AHC/WI: Foreign recognition of the CSA, but no intervention?

What it says on the tin.

What would the consequences of either France or Britain (or both) recognizing the CSA and opening relations, but refraining from intervening militarily? So, ministers in Richmond and the ability to trade on the London and Paris exchanges, but no action by the RN, no troops, no war with the Union?

If recognition is somehow inherently tied to intervention, would either (or both) powers be able to create the legal argument that the CSA is an independent power that is currently at war with the United States, a war they have no interest in joining (but would certainly love to end peacefully)?
 

Saphroneth

Banned
For the British this would be a substantial deviation from policy - they didn't recognize somewhere until it had won independence itself.

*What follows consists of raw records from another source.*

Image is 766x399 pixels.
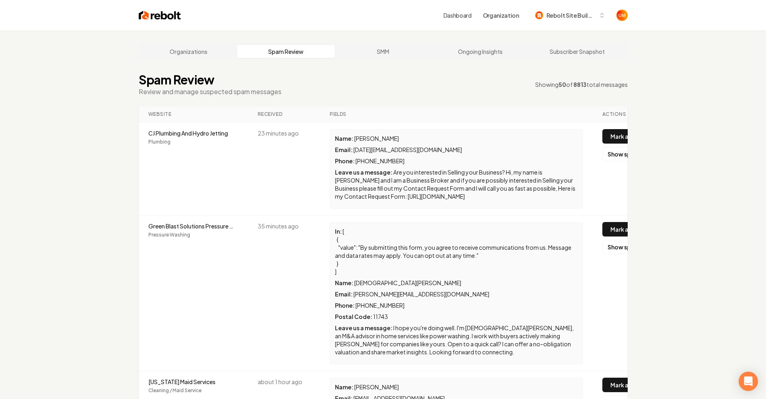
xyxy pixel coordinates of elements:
[335,168,576,200] span: Are you interested in Selling your Business? Hi, my name is [PERSON_NAME] and I am a Business Bro...
[148,378,238,386] span: Maine Maid Services
[546,11,595,20] span: Rebolt Site Builder
[602,222,669,236] button: Mark as Not Spam
[335,302,355,309] span: Phone :
[739,371,758,391] div: Open Intercom Messenger
[443,11,472,19] a: Dashboard
[248,106,320,123] th: Received
[355,157,404,164] span: [PHONE_NUMBER]
[573,81,587,88] span: 8813
[148,222,238,230] span: Green Blast Solutions Pressure Washing
[335,313,372,320] span: Postal Code :
[373,313,388,320] span: 11743
[335,290,353,298] span: Email :
[139,10,181,21] img: Rebolt Logo
[355,302,404,309] span: [PHONE_NUMBER]
[139,72,281,87] h1: Spam Review
[320,106,593,123] th: Fields
[616,10,628,21] img: Omar Molai
[335,168,392,176] span: Leave us a message :
[258,129,310,137] div: 23 minutes ago
[535,11,543,19] img: Rebolt Site Builder
[148,129,238,137] span: CJ Plumbing And Hydro Jetting
[478,8,524,23] button: Organization
[602,378,669,392] button: Mark as Not Spam
[237,45,335,58] a: Spam Review
[616,10,628,21] button: Open user button
[335,383,353,390] span: Name :
[353,146,462,153] span: [DATE][EMAIL_ADDRESS][DOMAIN_NAME]
[335,157,355,164] span: Phone :
[148,387,238,394] span: Cleaning / Maid Service
[354,383,399,390] span: [PERSON_NAME]
[335,324,575,355] span: I hope you're doing well. I'm [DEMOGRAPHIC_DATA][PERSON_NAME], an M&A advisor in home services li...
[258,378,310,386] div: about 1 hour ago
[335,135,353,142] span: Name :
[335,279,353,286] span: Name :
[353,290,489,298] span: [PERSON_NAME][EMAIL_ADDRESS][DOMAIN_NAME]
[602,147,669,161] button: Show spam analysis
[139,87,281,96] p: Review and manage suspected spam messages
[593,106,678,123] th: Actions
[354,279,461,286] span: [DEMOGRAPHIC_DATA][PERSON_NAME]
[258,222,310,230] div: 35 minutes ago
[354,135,399,142] span: [PERSON_NAME]
[139,106,248,123] th: Website
[148,232,238,238] span: Pressure Washing
[148,139,238,145] span: Plumbing
[529,45,626,58] a: Subscriber Snapshot
[535,80,628,88] div: Showing of total messages
[335,45,432,58] a: SMM
[335,228,342,235] span: In :
[140,45,238,58] a: Organizations
[335,324,392,331] span: Leave us a message :
[335,146,353,153] span: Email :
[602,129,669,144] button: Mark as Not Spam
[602,240,669,254] button: Show spam analysis
[431,45,529,58] a: Ongoing Insights
[558,81,566,88] span: 50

For the French it would probably presage intervention, simply because recognition without intervention is almost all downside in terms of US-French relations, and offers no commensurate advantage to the French. (They might still do it, though.)
 
The CSA has greater access to the bond market in Europe and can more easily raise capital and avoid the worst of the inflation that plagues them; this will have some effect on the ground war, but how much is almost impossible to tell. The Lincoln administration gets a black eye and will have a harder time in the 1864 election.

Britain is thoroughly confused at its own policy choices.
 

Saphroneth

Banned
The Lincoln administration gets a black eye and will have a harder time in the 1864 election.
That's a point - recognition at the wrong time could lose the midterms for the Republicans. Even OTL they only hung on due to pro-war Democrats, and that's a very tenuous thing - if enough of the War Dems decide things are hopeless your majority can evaporate.